Anyway, if they STILL don’t know what it is in the brain that makes someone “heterosexual”, then why all this sudden attention to the brain morphology of “pedophiles”? Unless, of course, they consider pedophilia to be a “disease requiring intervention”.
Hoo, boy…
I think it’s all down to nature providing as much variety as possible, providing for the possibility of “adaptation” no matter what changes take place in the environment. So we’re just outliers on the bell curve. And, yes, we are necessary. We provide models for growing boys. We care about their welfare. We love them.
So things are not, after all, as black-and-white as they seem.
Or should I say, “grey-and-white”?

sugarboy

Apparently, homosexuals were the subject of similar brain studies in the 50s, which led to lobotomy and other forms of medical torture committed against them. In spite of tyhis, it seems that scientists are still unable to learn from history…

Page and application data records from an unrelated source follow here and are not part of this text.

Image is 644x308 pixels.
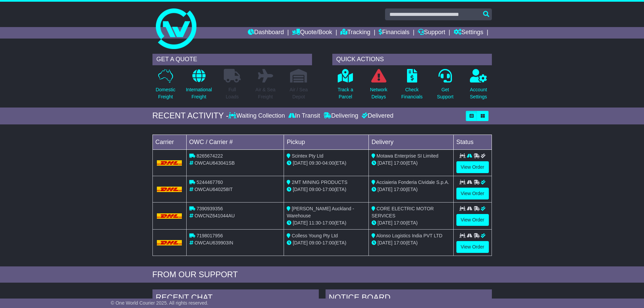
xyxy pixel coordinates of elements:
[196,233,223,238] span: 7198017956
[394,160,406,166] span: 17:00
[293,240,307,245] span: [DATE]
[292,153,323,159] span: Scintex Pty Ltd
[323,220,335,225] span: 17:00
[286,160,366,167] div: - (ETA)
[376,233,443,238] span: Alonso Logistics India PVT LTD
[157,240,182,245] img: DHL.png
[292,233,338,238] span: Colless Young Pty Ltd
[453,135,492,149] td: Status
[338,86,353,101] p: Track a Parcel
[309,187,321,192] span: 09:00
[370,86,387,101] p: Network Delays
[394,240,406,245] span: 17:00
[333,54,492,65] div: QUICK ACTIONS
[152,111,229,121] div: RECENT ACTIVITY -
[292,27,332,39] a: Quote/Book
[437,86,453,101] p: Get Support
[284,135,369,149] td: Pickup
[456,241,489,253] a: View Order
[194,240,233,245] span: OWCAU639903IN
[224,86,241,101] p: Full Loads
[372,239,451,246] div: (ETA)
[186,69,212,104] a: InternationalFreight
[194,160,235,166] span: OWCAU643041SB
[309,160,321,166] span: 09:30
[152,289,319,307] div: RECENT CHAT
[456,161,489,173] a: View Order
[394,187,406,192] span: 17:00
[286,112,322,120] div: In Transit
[378,240,393,245] span: [DATE]
[309,240,321,245] span: 09:00
[378,160,393,166] span: [DATE]
[418,27,445,39] a: Support
[377,153,439,159] span: Motawa Enterprise SI Limited
[293,187,307,192] span: [DATE]
[196,179,223,185] span: 5244467760
[157,213,182,219] img: DHL.png
[157,160,182,166] img: DHL.png
[470,86,487,101] p: Account Settings
[437,69,454,104] a: GetSupport
[196,153,223,159] span: 8265674222
[378,187,393,192] span: [DATE]
[326,289,492,307] div: NOTICE BOARD
[376,179,449,185] span: Acciaieria Fonderia Cividale S.p.A.
[194,213,235,218] span: OWCNZ641044AU
[156,86,175,101] p: Domestic Freight
[454,27,483,39] a: Settings
[394,220,406,225] span: 17:00
[293,220,307,225] span: [DATE]
[372,219,451,226] div: (ETA)
[286,239,366,246] div: - (ETA)
[370,69,388,104] a: NetworkDelays
[152,54,312,65] div: GET A QUOTE
[369,135,453,149] td: Delivery
[309,220,321,225] span: 11:30
[323,240,335,245] span: 17:00
[372,186,451,193] div: (ETA)
[470,69,488,104] a: AccountSettings
[456,188,489,199] a: View Order
[360,112,394,120] div: Delivered
[323,160,335,166] span: 04:00
[401,86,423,101] p: Check Financials
[378,220,393,225] span: [DATE]
[152,135,186,149] td: Carrier
[293,160,307,166] span: [DATE]
[194,187,232,192] span: OWCAU640258IT
[401,69,423,104] a: CheckFinancials
[186,86,212,101] p: International Freight
[379,27,410,39] a: Financials
[155,69,175,104] a: DomesticFreight
[157,187,182,192] img: DHL.png
[456,214,489,226] a: View Order
[372,160,451,167] div: (ETA)
[290,86,308,101] p: Air / Sea Depot
[372,206,434,218] span: CORE ELECTRIC MOTOR SERVICES
[286,206,354,218] span: [PERSON_NAME] Auckland - Warehouse
[248,27,284,39] a: Dashboard
[152,270,492,279] div: FROM OUR SUPPORT
[292,179,348,185] span: 2MT MINING PRODUCTS
[338,69,354,104] a: Track aParcel
[228,112,286,120] div: Waiting Collection
[186,135,284,149] td: OWC / Carrier #
[341,27,370,39] a: Tracking
[111,300,209,305] span: © One World Courier 2025. All rights reserved.
[286,219,366,226] div: - (ETA)
[323,187,335,192] span: 17:00
[322,112,360,120] div: Delivering
[255,86,275,101] p: Air & Sea Freight
[196,206,223,211] span: 7390939356
[286,186,366,193] div: - (ETA)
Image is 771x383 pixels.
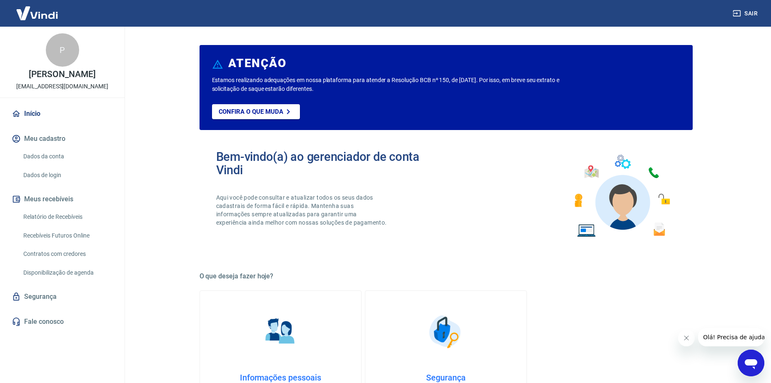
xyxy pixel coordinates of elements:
[378,372,513,382] h4: Segurança
[10,190,114,208] button: Meus recebíveis
[16,82,108,91] p: [EMAIL_ADDRESS][DOMAIN_NAME]
[20,227,114,244] a: Recebíveis Futuros Online
[20,167,114,184] a: Dados de login
[29,70,95,79] p: [PERSON_NAME]
[425,311,466,352] img: Segurança
[20,208,114,225] a: Relatório de Recebíveis
[10,0,64,26] img: Vindi
[737,349,764,376] iframe: Botão para abrir a janela de mensagens
[10,129,114,148] button: Meu cadastro
[212,104,300,119] a: Confira o que muda
[228,59,286,67] h6: ATENÇÃO
[216,193,388,226] p: Aqui você pode consultar e atualizar todos os seus dados cadastrais de forma fácil e rápida. Mant...
[731,6,761,21] button: Sair
[216,150,446,177] h2: Bem-vindo(a) ao gerenciador de conta Vindi
[5,6,70,12] span: Olá! Precisa de ajuda?
[20,264,114,281] a: Disponibilização de agenda
[698,328,764,346] iframe: Mensagem da empresa
[46,33,79,67] div: P
[259,311,301,352] img: Informações pessoais
[10,104,114,123] a: Início
[678,329,694,346] iframe: Fechar mensagem
[199,272,692,280] h5: O que deseja fazer hoje?
[213,372,348,382] h4: Informações pessoais
[219,108,283,115] p: Confira o que muda
[20,148,114,165] a: Dados da conta
[10,312,114,331] a: Fale conosco
[20,245,114,262] a: Contratos com credores
[10,287,114,306] a: Segurança
[567,150,676,242] img: Imagem de um avatar masculino com diversos icones exemplificando as funcionalidades do gerenciado...
[212,76,586,93] p: Estamos realizando adequações em nossa plataforma para atender a Resolução BCB nº 150, de [DATE]....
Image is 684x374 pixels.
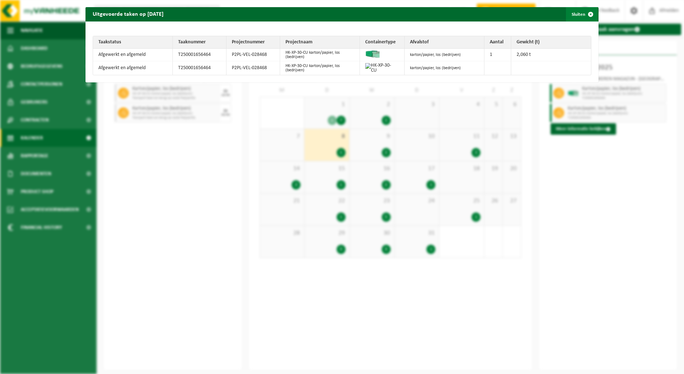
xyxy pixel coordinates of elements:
td: T250001656464 [173,61,227,75]
th: Projectnummer [227,36,280,49]
th: Gewicht (t) [511,36,591,49]
button: Sluiten [566,7,598,21]
td: HK-XP-30-CU karton/papier, los (bedrijven) [280,61,360,75]
th: Afvalstof [405,36,485,49]
h2: Uitgevoerde taken op [DATE] [86,7,171,21]
th: Aantal [485,36,511,49]
td: Afgewerkt en afgemeld [93,61,173,75]
td: 2,060 t [511,49,591,61]
img: HK-XP-30-CU [365,63,395,73]
th: Taaknummer [173,36,227,49]
td: P2PL-VEL-028468 [227,49,280,61]
td: Afgewerkt en afgemeld [93,49,173,61]
td: karton/papier, los (bedrijven) [405,61,485,75]
th: Containertype [360,36,405,49]
td: HK-XP-30-CU karton/papier, los (bedrijven) [280,49,360,61]
th: Projectnaam [280,36,360,49]
th: Taakstatus [93,36,173,49]
td: 1 [485,49,511,61]
td: T250001656464 [173,49,227,61]
td: karton/papier, los (bedrijven) [405,49,485,61]
td: P2PL-VEL-028468 [227,61,280,75]
img: HK-XP-30-GN-00 [365,50,380,58]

In her essay: “The Paedophile Impulse: “Toward the Development of an Etiology of Child-Adult Sexual Contacts from an Ethological and Ethnological Viewpoint”, the German anthropologist Gisela Blelbtreu-Ehrenberg writes:
+++In contrast to the anthropoid apes (and presumably also to many of our prehominid ancestors that stand closer to us in evolution), we humans are “wanderers between two worlds”: one side of our nature is firmly anchored in our genetic inheritance, which we have in common at least with the anthropoid apes and perhaps even with animals standing much lower in the scale of evolution. We are unable to give up this inheritance, since it is unchangeably imprinted in our brain stem and midbrain. The other part of our nature is determined by learning and by freedom from bondage to the “early” parts of the brain, i.e., by the cerebrum and especially by the frontal lobes. Where the impulses of the older and younger parts of the brain prove to be incompatible, there appear social anomalies – collective neuroses as well as conflicts within the species, i.e., wars, as well as institutions such as the inquisition, concentration camps, etc. In the West paedophiles have become the victims of such a collective neurosis, whose culturally determined cause lies in our traditional hatred, fed from multiple sources, of the body and thereby of sex.+++
and:
+++Thus it is easy for these people to do without the sexual component of their contact with children, which in truth does not represent something as unique and noteworthy as it appears to us, but rather has acquired this character only through the sexual fear that the basic body-hating pattern of our culture produces. People can do without this component in their contact with children, but one could also place special value upon it, indeed see it as an altogether important value. The moralistic judgement against paedophilia is always “learned”, is a cerebral matter.+++
So, perhaps some so-called scientists should try to look at their own brain instead? By the way, the entire article can be found here:
http://www.itp-arcados.net/gisela-bleibtreu-the-paedophile-impulse.pdf
P.S. Tom, can you please add Robins Sharpe ( http://www.robinsharpe.ca/ )
to your links? His way of writing reminds in many ways of yours: factual, well-written – and with a pinch of humor!